Some of the stories and narrations we hear from our grandmothers may not constitute heritage passed down by generations. They may be narrations about true events they lived at their age, by their familiarity with reality and that ancient time periods were indeed filled with events that today’s mind cannot easily believe.
The narrator says and her name is Asma: We were sitting in our rural home one of the winter nights extremely cold in temperature. The weather was storming severely outside to a truly terrifying degree. During those thunderous storms and this unstable weather, the electrical current suddenly cut off.
My mother brought some candles and lit the place until the electrical current returned again. I sat with her, my sister, and our grandmother secure. We exchanged conversation in the living room, enjoying the warmth of the conversation until the electricity returned. Here, we asked our grandmother to narrate to us something that would relieve us. She said: I will narrate to you the story of the olive tree standing at the end of our village.
The grandmother said that olive tree is a cursed tree inhabited by the ghost of a woman since ancient times. Her name was Hasina. She was a lonely lady living in a small house with a small-sized farm. After her husband’s death, she lived from the production of that farm. She earned from it and was known for piety and good nature.
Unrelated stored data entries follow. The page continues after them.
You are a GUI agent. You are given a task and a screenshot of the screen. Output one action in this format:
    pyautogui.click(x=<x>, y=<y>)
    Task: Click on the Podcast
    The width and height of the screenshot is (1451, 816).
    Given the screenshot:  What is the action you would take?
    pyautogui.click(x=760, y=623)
During that period, the phenomenon of children disappearing emerged among the village’s sons. Children would go out to play, then disappear without returning to their homes again. The child’s family and the rest of the village’s individuals would search for him but without avail, or even reach a trace of him.
The lady Hasina was very annoyed by the children, but she didn’t hate them. They would play and make annoying noise for her and throw stones at the house. She would only scream at them, but she didn’t hate them like she hated the adults.
With the successive disappearances of children, some of the village’s residents thought that Hasina was kidnapping these children, torturing them inside her house, then killing them and disposing of their corpses in a hidden place under that house of hers, or that she also ate their meats in revenge from them.
But Hasina was innocent and did nothing of that matter. The accuser was a person strange to the village’s people called Aziz. He would come to the village disguised as a vegetable or fruit seller. He would exploit the people’s preoccupation with searching for a lost child to lure another child, take him with him outside the village, and sell him as a slave to a person who wants children, obtaining money from that operation.
While the people were in a state of terror and accused Hasina with all those false accusations, the criminal Aziz exploited the opportunity and kidnapped more children, despite police raiding Hasina’s house. They didn’t find anything after the search and investigations.
The village people exploited the police’s preoccupation with investigations and stormed Hasina’s house, tied her to the olive tree at the end of their village, poured fuel on her, and set fire on her until the poor woman died burning.
Several days passed, and the phenomenon of child kidnapping returned. The people then realized they had committed a grave error. Despite their all regretting, the tree withered, and its inhabitant became the ghost of Hasina. Whoever approached the tree would be set ablaze with fire.
It was said that one of the farmers whose son was among the kidnapped children, and he was one of those who doubted the burning of Hasina. He sat to rest at the tree from the fatigue of work. He woke up to find that evening had fallen. He returned to his home to find the house with the farm and livestock and everything that belonged to him set on fire. Here, the people realized that the poor Hasina had become an angry ghost returning to take revenge on all of them.